Why use a fixed chart of accounts instead of free-text categories?

Free-text categories drift across months and across employees, which makes reconciliation slow and tax filings error-prone. A fixed chart of accounts, derived from the accounting standard the company files under (US GAAP, IFRS, or Indian Ind-AS), gives the classifier a closed label set and the bookkeeper a single source of truth at month-end.

How accurate does the classifier need to be before the agent posts entries?

Agreement with the bookkeeper has to be above 95% across 200 recategorised transactions before the agent moves from suggest-only to auto-post with reviewer approval. Auto-post without approval is not appropriate at any accuracy below 99%, since a single mis-classified transaction can cascade into wrong sales tax recovery.

Does the agent handle multi-currency and foreign-exchange?

Yes, but it does not invent FX rates.

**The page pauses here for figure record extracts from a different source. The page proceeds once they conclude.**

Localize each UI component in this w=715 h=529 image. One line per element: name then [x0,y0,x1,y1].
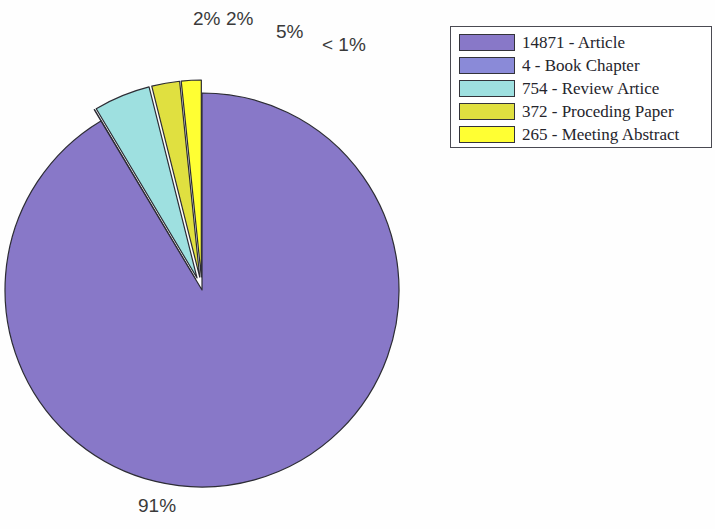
legend-color-swatch [459,126,515,143]
legend-item-label: 754 - Review Artice [522,80,659,97]
legend-item-label: 372 - Proceding Paper [522,103,674,120]
legend-item: 14871 - Article [459,31,711,53]
legend-color-swatch [459,34,515,51]
article-slice [5,93,399,487]
legend-item: 4 - Book Chapter [459,54,711,76]
article-percent-label: 91% [138,495,176,517]
legend-item: 372 - Proceding Paper [459,100,711,122]
legend-item-label: 265 - Meeting Abstract [522,126,679,143]
chart-legend: 14871 - Article4 - Book Chapter754 - Rev… [450,26,712,148]
legend-item-label: 14871 - Article [522,34,625,51]
legend-color-swatch [459,80,515,97]
proceeding-paper-percent-label: 2% [226,8,253,30]
pie-slice-group [5,80,399,487]
legend-color-swatch [459,103,515,120]
legend-item: 265 - Meeting Abstract [459,123,711,145]
review-article-percent-label: 5% [276,21,303,43]
book-chapter-percent-label: < 1% [322,34,366,56]
meeting-abstract-percent-label: 2% [193,8,220,30]
pie-chart-figure: 2% 2% 5% < 1% 91% 14871 - Article4 - Boo… [0,0,715,529]
legend-color-swatch [459,57,515,74]
legend-item: 754 - Review Artice [459,77,711,99]
legend-item-label: 4 - Book Chapter [522,57,640,74]
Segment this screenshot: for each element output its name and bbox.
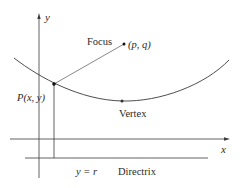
parabola-diagram: y x Focus (p, q) P(x, y) Vertex y = r Di…	[0, 0, 245, 188]
x-axis-arrow-icon	[224, 137, 230, 140]
point-p-marker	[52, 82, 56, 86]
focus-coords-label: (p, q)	[128, 39, 151, 51]
parabola-curve	[14, 58, 229, 101]
directrix-equation-label: y = r	[75, 166, 98, 177]
x-axis-label: x	[220, 143, 226, 155]
focus-marker	[123, 43, 126, 46]
point-p-label: P(x, y)	[16, 92, 45, 104]
y-axis-label: y	[44, 11, 50, 23]
directrix-label: Directrix	[118, 166, 157, 177]
vertex-label: Vertex	[119, 108, 147, 119]
focus-label: Focus	[87, 36, 112, 47]
focus-segment	[54, 44, 124, 84]
y-axis-arrow-icon	[37, 13, 40, 19]
vertex-marker	[121, 100, 124, 103]
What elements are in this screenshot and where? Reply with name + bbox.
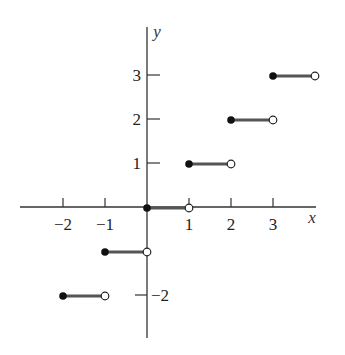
open-endpoint-dot (311, 72, 319, 80)
x-tick-label: −2 (54, 215, 72, 234)
closed-endpoint-dot (269, 72, 277, 80)
labels: −2−1123−2123xy (54, 22, 316, 305)
y-axis-label: y (151, 22, 161, 41)
y-tick-label: −2 (151, 286, 169, 305)
x-tick-label: 2 (227, 215, 236, 234)
x-tick-label: −1 (96, 215, 114, 234)
open-endpoint-dot (269, 116, 277, 124)
x-axis-label: x (307, 208, 316, 227)
open-endpoint-dot (101, 292, 109, 300)
closed-endpoint-dot (227, 116, 235, 124)
step-segments (59, 72, 319, 300)
step-function-plot: −2−1123−2123xy (0, 0, 345, 355)
closed-endpoint-dot (185, 160, 193, 168)
ticks (63, 75, 273, 295)
y-tick-label: 1 (133, 154, 142, 173)
closed-endpoint-dot (101, 248, 109, 256)
open-endpoint-dot (185, 204, 193, 212)
open-endpoint-dot (227, 160, 235, 168)
x-tick-label: 3 (269, 215, 278, 234)
y-tick-label: 3 (133, 66, 142, 85)
closed-endpoint-dot (59, 292, 67, 300)
open-endpoint-dot (143, 248, 151, 256)
x-tick-label: 1 (185, 215, 194, 234)
closed-endpoint-dot (143, 204, 151, 212)
y-tick-label: 2 (133, 110, 142, 129)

It pulls rates from the source-of-truth the company already uses (the card issuer's posted rate, Xero's daily rate, or a configured FX feed) and records both the original currency and the converted amount on the journal line. Where the rate is ambiguous, the transaction is flagged.

How does the agent prevent duplicate expense submissions?

It computes a fingerprint over merchant, amount, date, and last four of the card. If two submissions match across all four fields within a 30-day window, the second is automatically held and the submitter is asked to confirm. Genuine duplicates (corporate card swipe plus an employee-submitted reimbursement for the same meal) are caught here.